An account of this regatta is in J G Bishop’s The Brighton Chain Pier in Memoriam. On page 39 of this 1896 publication, Bishop wrote that Capt Moore, a gentleman associated with several yacht clubs, persuaded a committee of the Royal Yacht Clubs that a regatta would be a great attraction for Brighton. ‘Subscriptions came in bountifully, the whole town being strongly in favour of the project …’   The event took place on Thursday and Saturday 21 and 23 July 1853. ‘The Chain Pier was the central point of action … which was a great success in all things save one – the weather, which rendered one day (the Friday) an entire blank’. Bishop finishes the article ‘unfortunately yearly Regattas afterwards seemed to have dropped through for a time’.

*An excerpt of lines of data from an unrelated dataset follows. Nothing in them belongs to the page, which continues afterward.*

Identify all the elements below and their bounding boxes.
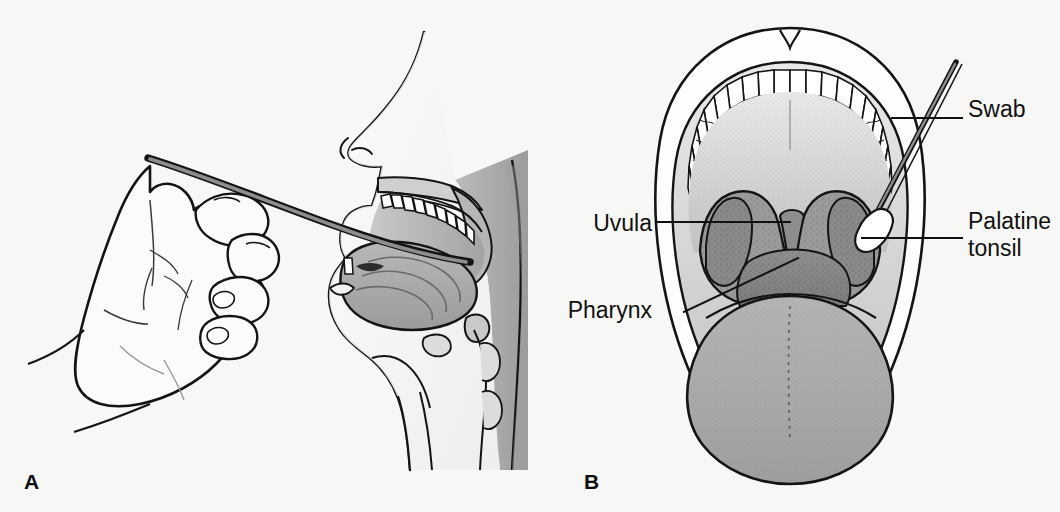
illustration-artwork [0, 0, 1060, 512]
panel-letter-a: A [24, 470, 39, 494]
middle-finger-a [228, 234, 279, 281]
vertebra-a [480, 343, 500, 381]
ring-nail-a [213, 292, 234, 309]
lower-incisor-a [344, 258, 353, 274]
hyoid-a [423, 335, 451, 357]
tongue-stipple-b [687, 296, 893, 484]
label-palatine-line2: tonsil [968, 235, 1022, 261]
panel-letter-b: B [584, 470, 599, 494]
label-swab: Swab [968, 96, 1026, 123]
label-uvula: Uvula [593, 210, 652, 237]
label-palatine-line1: Palatine [968, 208, 1051, 234]
vertebra-b-a [482, 391, 502, 429]
figure-root: Swab Palatinetonsil Uvula Pharynx A B [0, 0, 1060, 512]
label-pharynx: Pharynx [568, 297, 652, 324]
label-palatine-tonsil: Palatinetonsil [968, 208, 1051, 261]
little-nail-a [207, 328, 228, 345]
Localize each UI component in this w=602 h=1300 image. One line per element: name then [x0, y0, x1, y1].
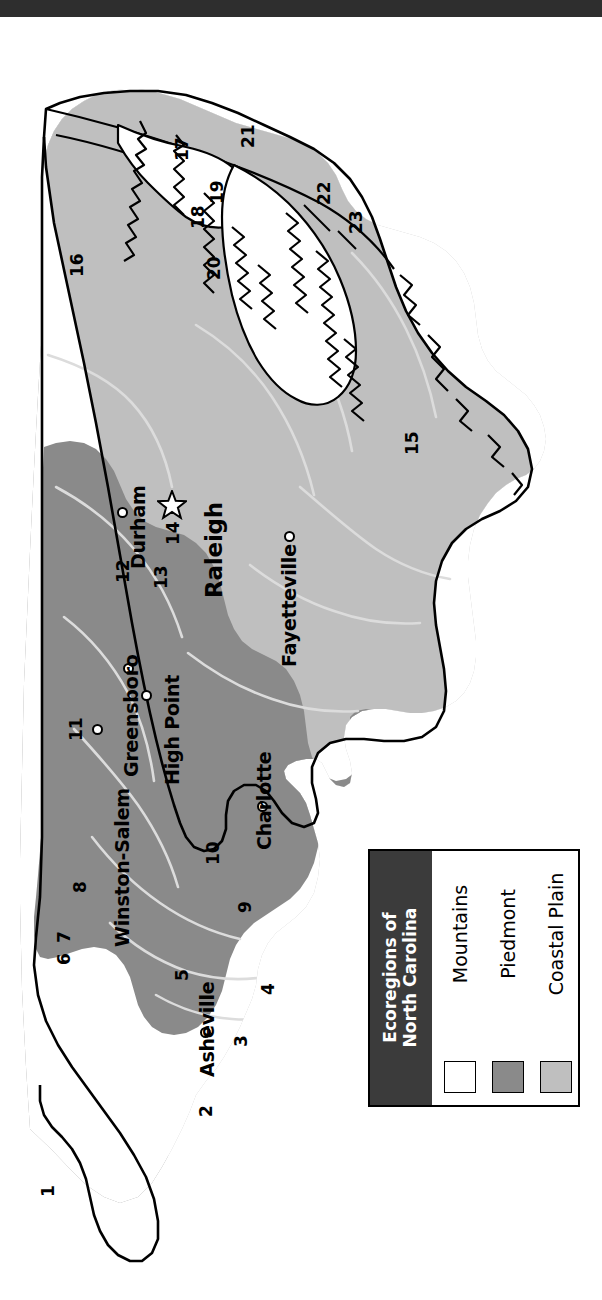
ecoregion-number-4: 4 [258, 983, 278, 995]
legend-title-band: Ecoregions of North Carolina [370, 851, 432, 1105]
ecoregion-number-21: 21 [238, 124, 258, 148]
legend-swatch-mountains [444, 1061, 476, 1093]
ecoregion-number-1: 1 [38, 1185, 58, 1197]
map-legend: Ecoregions of North Carolina Mountains P… [368, 849, 580, 1107]
city-marker-winston-salem [92, 724, 103, 735]
city-label-raleigh: Raleigh [201, 502, 227, 598]
city-label-greensboro: Greensboro [120, 654, 142, 777]
ecoregion-number-10: 10 [203, 841, 223, 865]
ecoregion-number-3: 3 [231, 1035, 251, 1047]
legend-title-line-1: Ecoregions of [380, 913, 400, 1043]
ecoregion-number-13: 13 [151, 565, 171, 589]
map-canvas: Asheville Charlotte Winston-Salem Greens… [0, 17, 602, 1300]
top-black-bar [0, 0, 602, 17]
city-label-fayetteville: Fayetteville [278, 544, 300, 667]
ecoregion-number-23: 23 [346, 210, 366, 234]
ecoregion-number-9: 9 [235, 901, 255, 913]
legend-label-piedmont: Piedmont [497, 889, 519, 979]
legend-label-coastal-plain: Coastal Plain [545, 873, 567, 996]
ecoregion-number-5: 5 [172, 969, 192, 981]
ecoregion-number-11: 11 [66, 717, 86, 741]
ecoregion-number-7: 7 [54, 931, 74, 943]
legend-body: Mountains Piedmont Coastal Plain [432, 851, 578, 1105]
city-label-asheville: Asheville [196, 982, 218, 1077]
city-label-high-point: High Point [161, 675, 183, 785]
legend-entry-coastal-plain: Coastal Plain [532, 865, 580, 1093]
legend-label-mountains: Mountains [449, 885, 471, 983]
legend-title: Ecoregions of North Carolina [381, 908, 420, 1048]
city-marker-high-point [141, 690, 152, 701]
capital-star-marker-raleigh [157, 490, 187, 520]
legend-swatch-piedmont [492, 1061, 524, 1093]
ecoregion-number-16: 16 [67, 253, 87, 277]
legend-swatch-coastal-plain [540, 1061, 572, 1093]
ecoregion-number-15: 15 [402, 431, 422, 455]
legend-entry-mountains: Mountains [436, 865, 484, 1093]
ecoregion-number-12: 12 [113, 559, 133, 583]
ecoregion-number-17: 17 [172, 137, 192, 161]
ecoregion-number-8: 8 [70, 881, 90, 893]
city-marker-fayetteville [284, 531, 295, 542]
ecoregion-number-6: 6 [54, 953, 74, 965]
city-label-winston-salem: Winston-Salem [111, 788, 133, 947]
north-carolina-ecoregion-map [0, 17, 602, 1300]
ecoregion-number-2: 2 [196, 1105, 216, 1117]
legend-entry-piedmont: Piedmont [484, 865, 532, 1093]
ecoregion-number-20: 20 [204, 256, 224, 280]
city-label-charlotte: Charlotte [253, 752, 275, 850]
ecoregion-number-18: 18 [188, 205, 208, 229]
ecoregion-number-19: 19 [207, 180, 227, 204]
legend-title-line-2: North Carolina [400, 908, 420, 1048]
ecoregion-number-22: 22 [314, 181, 334, 205]
city-label-durham: Durham [127, 485, 149, 569]
ecoregion-number-14: 14 [163, 521, 183, 545]
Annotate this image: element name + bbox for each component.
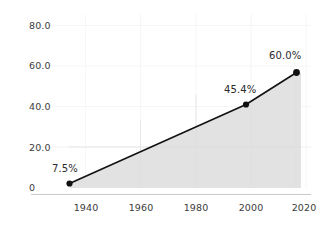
x-tick-label-1960: 1960 bbox=[119, 202, 163, 213]
x-tick-label-2000: 2000 bbox=[229, 202, 273, 213]
y-tick-label-80: 80.0 bbox=[29, 20, 51, 31]
data-label-60-0: 60.0% bbox=[269, 50, 301, 61]
line-chart: 80.0 60.0 40.0 20.0 0 1940 1960 1980 200… bbox=[0, 0, 329, 232]
data-label-45-4: 45.4% bbox=[224, 84, 256, 95]
y-tick-label-40: 40.0 bbox=[29, 101, 51, 112]
data-point-marker[interactable] bbox=[66, 180, 72, 186]
y-tick-label-20: 20.0 bbox=[29, 142, 51, 153]
x-tick-label-2020: 2020 bbox=[282, 202, 326, 213]
y-tick-label-0: 0 bbox=[29, 182, 35, 193]
chart-plot-area bbox=[0, 0, 329, 232]
data-label-7-5: 7.5% bbox=[52, 163, 78, 174]
data-point-marker[interactable] bbox=[243, 101, 249, 107]
data-point-marker[interactable] bbox=[293, 69, 300, 76]
x-tick-label-1980: 1980 bbox=[174, 202, 218, 213]
x-tick-label-1940: 1940 bbox=[64, 202, 108, 213]
y-tick-label-60: 60.0 bbox=[29, 60, 51, 71]
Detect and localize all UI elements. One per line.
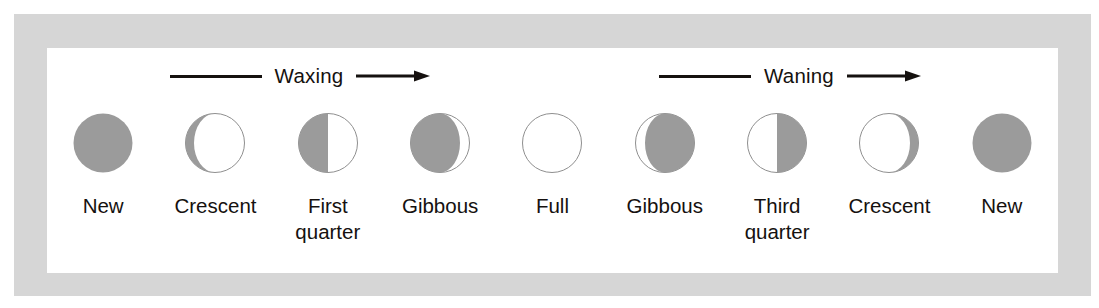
phase-label-new-2: New bbox=[951, 193, 1052, 219]
moon-waxing-crescent-icon bbox=[184, 112, 246, 174]
moon-phase-item bbox=[727, 112, 828, 174]
moon-phase-item bbox=[53, 112, 154, 174]
moon-waning-crescent-icon bbox=[858, 112, 920, 174]
phase-label-line1: Third bbox=[754, 194, 801, 217]
phase-label-line1: New bbox=[83, 194, 124, 217]
phase-label-line1: First bbox=[308, 194, 348, 217]
phase-label-waning-gibbous: Gibbous bbox=[614, 193, 715, 219]
waxing-label: Waxing bbox=[275, 66, 344, 87]
waning-annotation: Waning bbox=[650, 62, 930, 90]
waxing-annotation: Waxing bbox=[160, 62, 440, 90]
phase-label-line1: Crescent bbox=[174, 194, 256, 217]
phase-label-line1: Gibbous bbox=[402, 194, 478, 217]
arrow-right-icon bbox=[847, 70, 921, 82]
phase-label-line1: New bbox=[981, 194, 1022, 217]
moon-phase-item bbox=[277, 112, 378, 174]
phase-label-waning-crescent: Crescent bbox=[839, 193, 940, 219]
moon-phase-item bbox=[614, 112, 715, 174]
moon-phase-item bbox=[839, 112, 940, 174]
moon-phase-label-row: New Crescent First quarter Gibbous Full … bbox=[47, 193, 1058, 245]
moon-waxing-gibbous-icon bbox=[409, 112, 471, 174]
phase-label-line1: Full bbox=[536, 194, 569, 217]
phase-label-line1: Gibbous bbox=[627, 194, 703, 217]
phase-label-waxing-crescent: Crescent bbox=[165, 193, 266, 219]
moon-new-icon bbox=[72, 112, 134, 174]
rule-line-left bbox=[659, 75, 751, 78]
phase-label-new-1: New bbox=[53, 193, 154, 219]
moon-phase-item bbox=[390, 112, 491, 174]
phase-label-first-quarter: First quarter bbox=[277, 193, 378, 245]
moon-new-icon bbox=[971, 112, 1033, 174]
phase-label-third-quarter: Third quarter bbox=[727, 193, 828, 245]
moon-phases-figure: Waxing Waning bbox=[0, 0, 1099, 308]
moon-phase-item bbox=[165, 112, 266, 174]
moon-phase-row bbox=[47, 112, 1058, 188]
phase-label-waxing-gibbous: Gibbous bbox=[390, 193, 491, 219]
moon-full-icon bbox=[521, 112, 583, 174]
phase-label-line1: Crescent bbox=[848, 194, 930, 217]
moon-phase-item bbox=[502, 112, 603, 174]
moon-third-quarter-icon bbox=[746, 112, 808, 174]
phase-label-line2: quarter bbox=[277, 219, 378, 245]
rule-line-left bbox=[170, 75, 262, 78]
arrow-right-icon bbox=[356, 70, 430, 82]
moon-phase-item bbox=[951, 112, 1052, 174]
moon-first-quarter-icon bbox=[297, 112, 359, 174]
phase-label-full: Full bbox=[502, 193, 603, 219]
moon-waning-gibbous-icon bbox=[634, 112, 696, 174]
waning-label: Waning bbox=[764, 66, 834, 87]
phase-label-line2: quarter bbox=[727, 219, 828, 245]
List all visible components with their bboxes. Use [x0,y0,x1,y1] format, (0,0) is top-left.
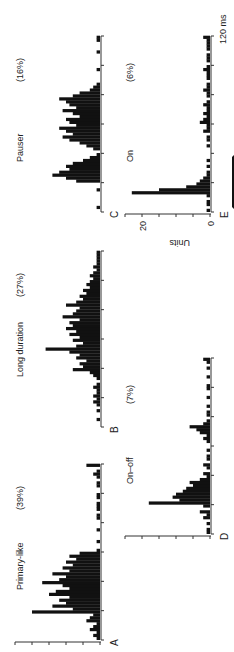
histogram-bar [97,508,100,511]
histogram-bar [207,115,210,118]
histogram-bar [73,112,100,115]
histogram-bar [207,449,210,452]
panel-letter: A [109,639,120,646]
histogram-bar [66,177,100,180]
histogram-bar [207,65,210,68]
histogram-bar [97,188,100,191]
histogram-bar [207,203,210,206]
histogram-bar [186,185,210,188]
histogram-bar [52,572,100,575]
panel-title: On–off [125,457,135,484]
histogram-bar [203,463,210,466]
histogram-bar [93,86,100,89]
histogram-bar [69,587,100,590]
histogram-bar [90,156,100,159]
histogram-bar [97,383,100,386]
histogram-bar [69,350,100,353]
histogram-bar [52,174,100,177]
histogram-bar [207,528,210,531]
histogram-bar [203,472,210,475]
histogram-bar [73,312,100,315]
histogram-bar [66,575,100,578]
histogram-bar [207,159,210,162]
histogram-bar [97,268,100,271]
y-tick-label-0: 0 [206,221,216,226]
histogram-bar [207,413,210,416]
panel-title: Primary-like [15,542,25,590]
histogram-bar [196,428,210,431]
histogram-bar [49,593,100,596]
histogram-bar [97,484,100,487]
histogram-bar [76,345,100,348]
panel-percent: (27%) [15,273,25,297]
histogram-bar [66,304,100,307]
histogram-bar [203,112,210,115]
histogram-bar [80,141,100,144]
histogram-bar [207,522,210,525]
histogram-bar [196,182,210,185]
histogram-bar [97,262,100,265]
panel-c: CPauser(16%) [15,36,120,218]
histogram-bar [76,124,100,127]
histogram-bar [207,135,210,138]
histogram-bar [207,384,210,387]
histogram-bar [97,549,100,552]
histogram-bar [207,71,210,74]
histogram-bar [90,274,100,277]
histogram-bar [93,271,100,274]
histogram-bar [176,493,210,496]
histogram-bar [207,411,210,414]
histogram-bar [90,280,100,283]
histogram-bar [80,115,100,118]
y-axis-label: Units [169,238,190,248]
histogram-bar [83,298,100,301]
histogram-bar [207,74,210,77]
histogram-bar [207,171,210,174]
histogram-bar [207,367,210,370]
histogram-bar [80,318,100,321]
histogram-bar [203,36,210,39]
histogram-bar [97,50,100,53]
histogram-bar [63,315,100,318]
histogram-bar [69,103,100,106]
psth-figure: APrimary-like(39%)BLong duration(27%)CPa… [0,0,234,652]
histogram-bar [207,466,210,469]
histogram-bar [203,177,210,180]
histogram-bar [93,400,100,403]
histogram-bar [76,330,100,333]
histogram-bar [173,496,210,499]
histogram-bar [207,59,210,62]
histogram-bar [97,153,100,156]
histogram-bar [69,138,100,141]
histogram-bar [93,277,100,280]
histogram-bar [203,437,210,440]
histogram-bar [207,457,210,460]
histogram-bar [97,377,100,380]
histogram-bar [200,121,210,124]
histogram-bar [207,53,210,56]
histogram-bar [97,418,100,421]
histogram-bar [207,405,210,408]
histogram-bar [207,209,210,212]
histogram-bar [63,109,100,112]
histogram-bar [80,336,100,339]
panel-percent: (7%) [125,385,135,404]
histogram-bar [207,86,210,89]
histogram-bar [159,188,210,191]
histogram-bar [97,39,100,42]
histogram-bar [93,394,100,397]
histogram-bar [179,499,210,502]
histogram-bar [66,165,100,168]
histogram-bar [207,91,210,94]
histogram-bar [203,118,210,121]
histogram-bar [69,168,100,171]
histogram-bar [207,194,210,197]
histogram-bar [97,68,100,71]
histogram-bar [83,159,100,162]
histogram-bar [93,386,100,389]
histogram-bar [97,475,100,478]
histogram-bar [207,138,210,141]
histogram-bar [132,191,210,194]
histogram-bar [207,39,210,42]
histogram-bar [203,89,210,92]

The origins of this event, and the reason Bishop writes of his regret that Brighton saw no more regattas, may be to do with the beginning of the America’s Cup. Two years before the Brighton Regatta, the Solent in August 1851 saw the first race for the ‘100 Guineas Cup’, which was won by the schooner ‘America’, entered by the New York Yacht Club and watched by Queen Victoria. The race for this ‘100 Guineas Cup’ was organised by the Royal Yacht Club, but for the Americans to win made this more than just a ‘sailing race’. It was a significant victory for the ‘new world’ over the old, previously undisputed, world maritime power. The winning American yacht syndicate donated the cup to the New York Yacht Club, for it to become an enduring challenge between maritime nations. It seems unlikely that the Brighton Regatta was not influenced in some way by events in the Solent two years before.